You Hustled It, You Bought It - Is This the Dawn of a New Political Alliance in Red States
Mississippi's Thad Cochran survived his Senate primary runoff by a hair last night, in large part due to his surprising courtship of black and white Democratic voters. Some of the conventional wisdom points to Tea Party-types sitting on their hands this November in the general election as the result of this cagey political move, but that would presume Democrats in Mississippi being convinced that this is an historical opportunity to break the modern "solid South" tradition of Republican Senators and to elect a Democrat as a Mississippi senator for the first time since
John Stennis was elected in 1947.
We may be at such an historic moment, but just for today I don't know that normal political calculus would point to this shift happening. The levers of power that dominate the government in Mississippi - as well as poll stations and ballot boxes - are so heavily stacked towards keeping the friends of the powerful going to Congress that it's doubtful that they'd lift one finger to help a Democrat take a Senate seat away from them, no matter how noxious Cochran's courting of blacks and other Democrat voters may be to them. From that perspective, we may see a November campaign in Mississippi reminiscent of Joe Lieberman's Senate run in 2006, in which he was forced to run as an independent candidate in the general election after Ned Lamont surprised the Connecticut Democratic establishment with an outsider-style primary campaign that seized the Democratic nomination from Lieberman. Both mainstream Democrats and, quietly, key Republicans fueled Lieberman's re-election in the 2006 general election to keep the status quo power train intact in the Senate. Cochran managed to keep his party's nomination by comparison to Lieberman, but he will have to fight the Tea Party uprising as hard as Lieberman fought off Lamont's insurgency.
And in fighting off the Tea Party, it's highly probable that Cochran is not going to be able to throw away the alliances with blacks and moderate Democrats that fueled his primary win. Just as Lieberman swung hard to the right (not hard for him) to woo Republicans to cross over to vote for him, so will Cochran rely heavily on Democrats to make the difference in the general election. In doing so, Cochran will be obliged to that new cadre of swing voters for his future political survival - just as Stennis and other Democratic senators from the South had to learn how to woo Republican voters as the demographics of party identification shifted in the wake of the civil rights legislation of the 1960s.
In other words, what we may be seeing is the emergence of the mirror image of the "blue dog Democrats" who managed to hold on to "D" seats in Congress by finessing Republican and independent voters on social issues that mattered to them. Now "R" seats may be beholden to Democrats who will force Republicans to be more responsive on social and economic issues that matter to them - call them "red dog Republicans" if you will. Not Republicans in Name Only, really, but Republicans who know that they are cooked if they cannot reach out to a block of voters that will allow them to overcome challenges from the far right.
Is it better to just go for a straight Democratic win in November for Mississippi's Senate seat? If the balance of power in the Senate is not at issue, I'd say that it's maybe more beneficial to make Cochran a red dog Republican. It means that he will have to vote with Democrats often enough to keep his new coalition happy - meaning that he'll have some control over the substance of legislation, but probably far less than he would if he were a blue dog Democrat. In other words, maybe it's better to allow the normal flow of political change to take its course - and reintroduce the concept of Senators having to respond to a broad constituency in order to be re-elected. I don't know if that happens if we get a Democrat elected to the Senate - that's more likely to turn into a "blue dog" scenario, which has been a real stumbling block for forming hard-hitting legislation in the Senate.
We'll see how this turns out. All things being equal a straight-out Democratic win in the South for the Senate would be an awesome thing in its own way, but I am not discounting the potential beauty of a red dog Republican forcing other Republicans to learn some moderation - out of political necessity.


• _YOUR TASK_
Write out, with no changes, every line starting at the one that contains "Identify the location" and ending at the last line of the data below. Leave pictures out.

• _TASK INPUTS_
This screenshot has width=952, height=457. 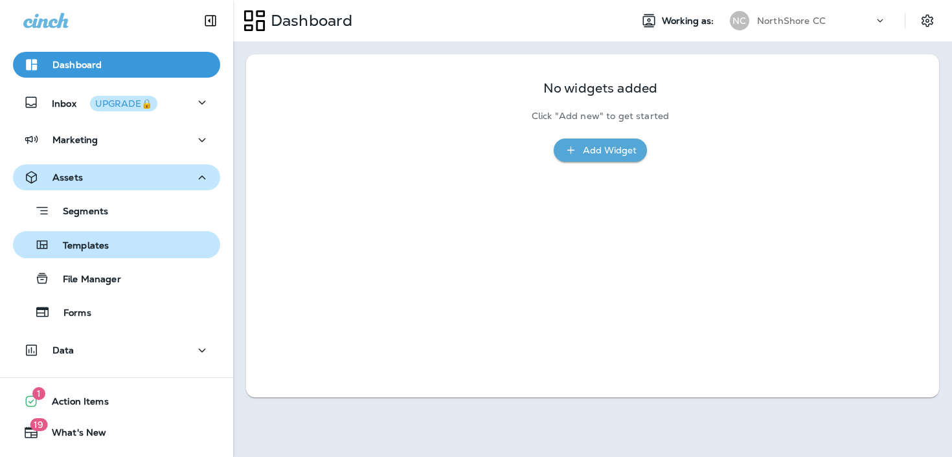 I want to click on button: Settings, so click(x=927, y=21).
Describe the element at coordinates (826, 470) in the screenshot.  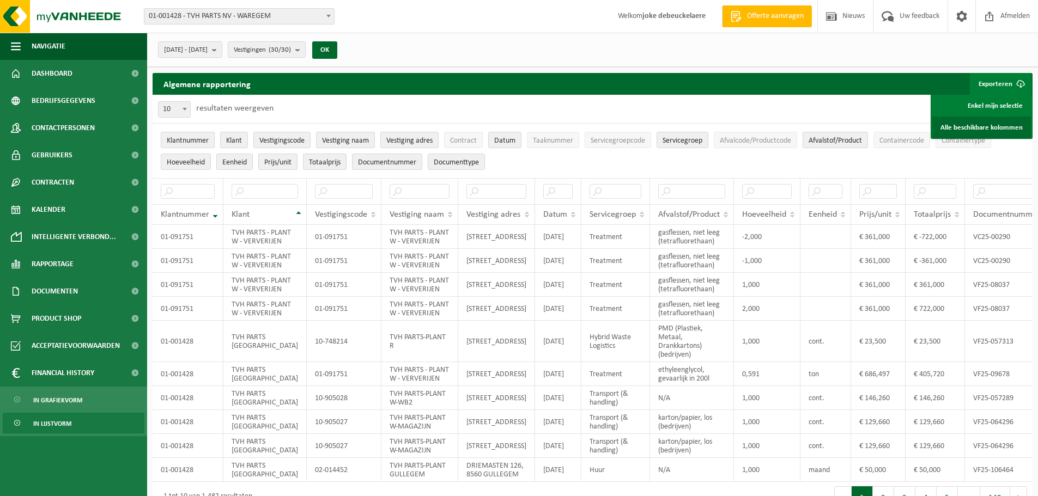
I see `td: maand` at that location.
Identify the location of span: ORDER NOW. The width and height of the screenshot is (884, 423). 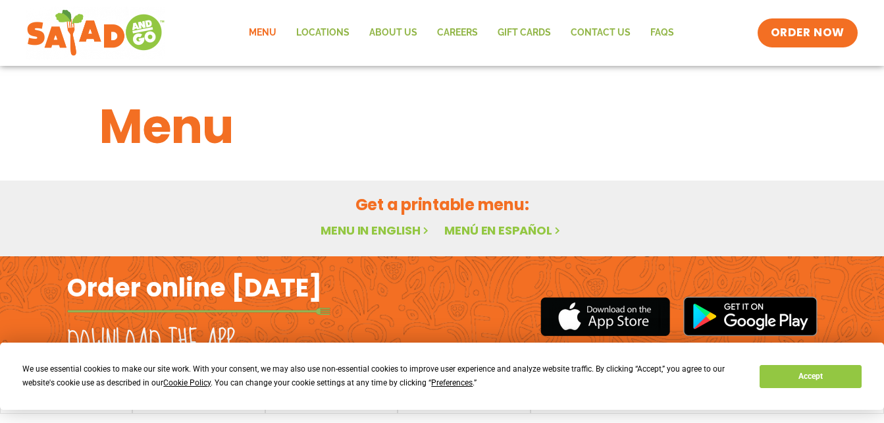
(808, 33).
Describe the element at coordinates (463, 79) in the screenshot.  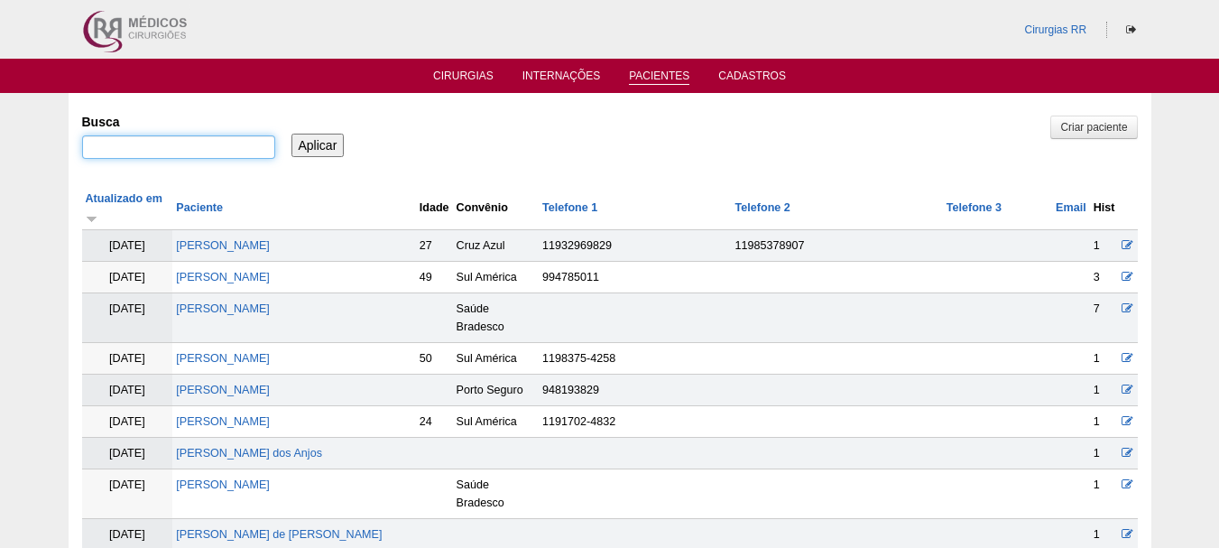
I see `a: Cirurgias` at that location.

• _REPLY TO THE TASK_
Identify the location of span: ORDER NOW. The width and height of the screenshot is (884, 423). 
(808, 33).
Describe the element at coordinates (463, 79) in the screenshot.  
I see `a: Cirurgias` at that location.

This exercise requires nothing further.